Kincaid cites Kate Chopin's novel The Awakening, in which a woman wakes up to her authentic self, as a big influence on what she was trying to accomplish with this book.

"I wanted to write about a woman who almost makes a choice never to awaken, so that she can fill her role as prescribed by others, and be a good girl and then a good woman and then a good old lady and then dead." Kincaid envisioned Dixie as a woman "whose awakening was just insistent. At some point, even though you would rather not mess up your life by waking up, you do." In the meantime, though, that "Sleeping Beauty" persona "is a really good quality for a wife.
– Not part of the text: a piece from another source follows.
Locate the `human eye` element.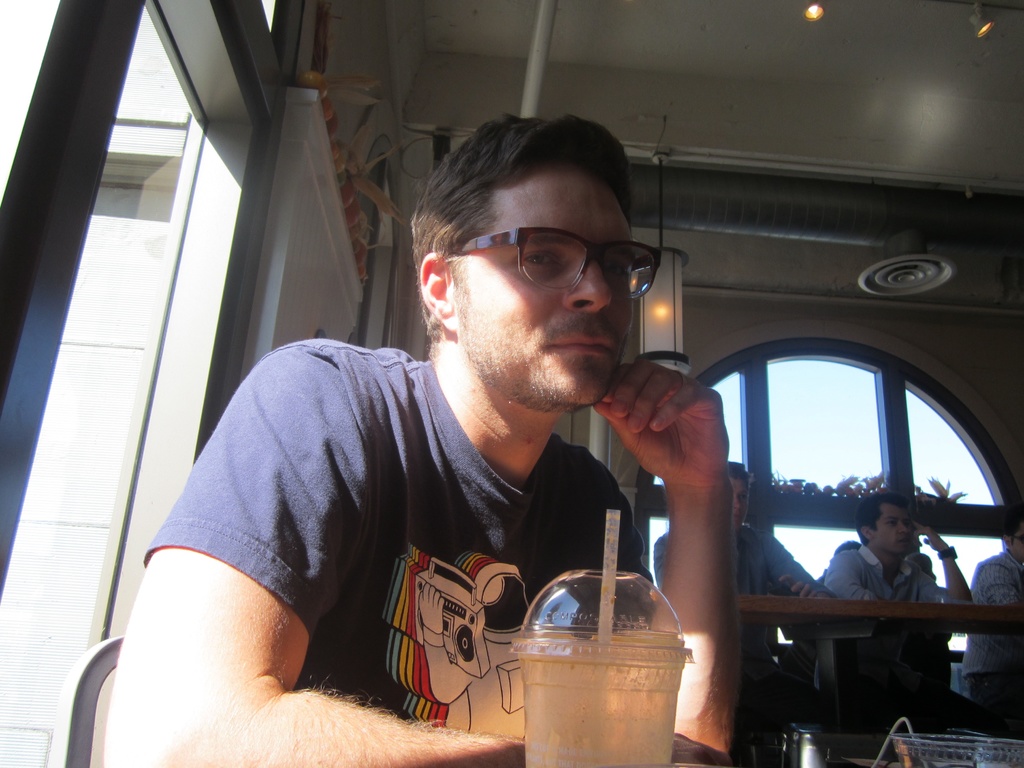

I'm being a little bit cynical, but if your life is lost in someone else's, it seems like a safe hiding place."

Kincaid says her new husband broke down a lot of the cynicism she had been harboring about men and marriage. "But he had lived a lot and learned a lot, and he says now that if I'd met him 10 years ago, I wouldn't have liked him much. Twenty years ago, I would have hated him."

Balls reflects what Kincaid says is her own "wavering" about men's essential natures. Sometimes, she says, she is "fascinated by their closed-ness, by the depths behind that." Other times, she thinks men require no more than "some food and some television."
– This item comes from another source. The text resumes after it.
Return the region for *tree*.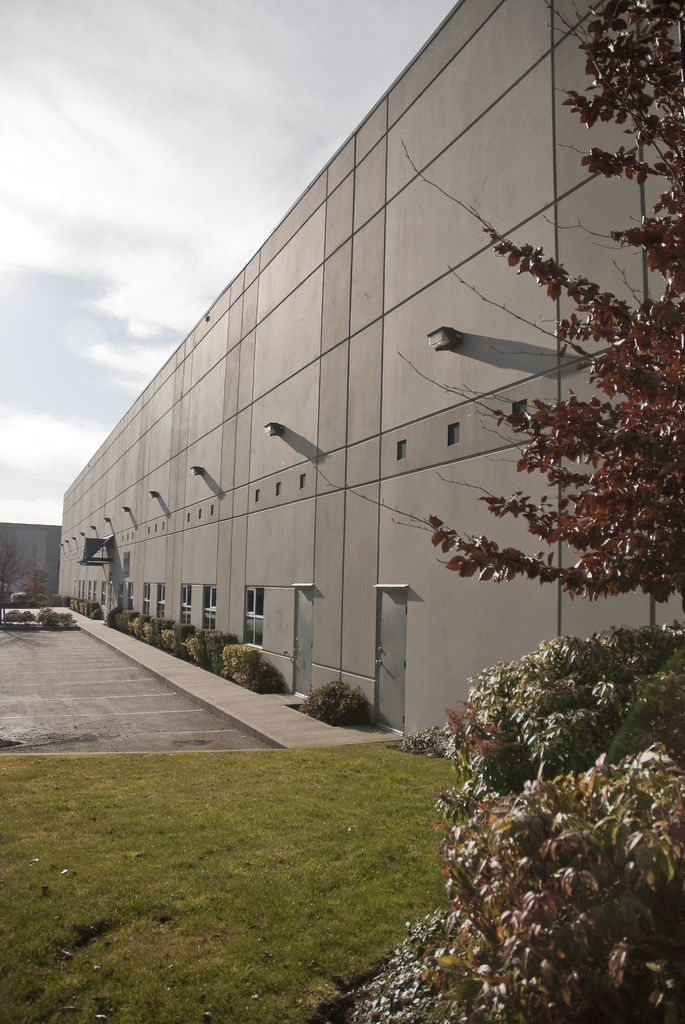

"I got through a spell of being—I don't know whether the word is sour, but just generally disappointed with men. Even men I liked really well as friends. Generally speaking, I hardly know a courageous man. And I know a zillion courageous women."

It occurs to her, though, that this may be because women have given men permission to be emotionally absent from their lives. "I thought, okay, this is why we have war, because men need somewhere to go where they can feel brave, because they definitely are not brave in their personal relationships. They're so frightened, always hiding up under somebody's skirt.
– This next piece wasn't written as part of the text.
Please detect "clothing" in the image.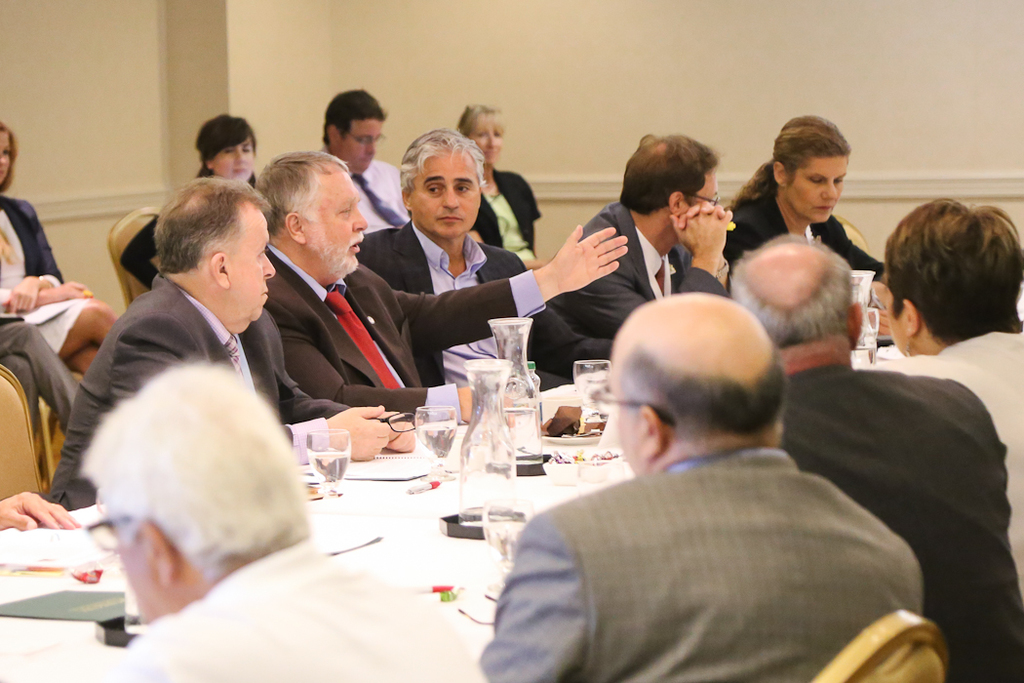
492/371/951/682.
"I say this in the book: women have biological clocks, where they eventually stop producing eggs, but men have language clocks, where they eventually stop producing words. There is something about the middle-aged man, that he just goes silent. And I don't know if so much of his life has been given over to duty...or if he just stops knowing how happiness feels. You see a lot of men whose spirit just seems to dry up from exhaustion."

In contrast to that picture, Kincaid believes the middle age of her own life was the right time to come back to fiction. Her talent was always obvious: as a north Florida teenager at Virginia Tech, her writing was praised by her first fiction teacher, eminent novelist John Edgar Wideman.

"He was the one—bless his heart—who, without even meaning to, set me free to write about race."

The attention of Wideman and other professors was thrilling. "One of them asked me to give a reading—I had never even heard of such a thing—so he read my stuff, and I sat in the audience and listened. When you see people listening to language that is yours, there's just nothing like it, really."

But it scared her, too, because she didn't know how to integrate her fiction, with its "stamp of truth," with the good girl she wanted to be. She fled, dropping out of school and marrying.

"I thought, forget writing, I'll make casseroles. It's funny, because I think of myself as such an awakened woman, but I really see how I struggled between waking up and staying asleep."

Now, she says, she knows that "You need to write through the fear." But she doesn't begrudge herself the circuitous journey she took to arrive where she is.

"Here's the thing I'm so grateful for: writing will wait for you, if you are slow coming to it, as I was. Even when you're not writing, you're processing. Those years are not wasted—they're so much about getting ready. If you have a talent or gift in some direction, you almost can't decide not to use it."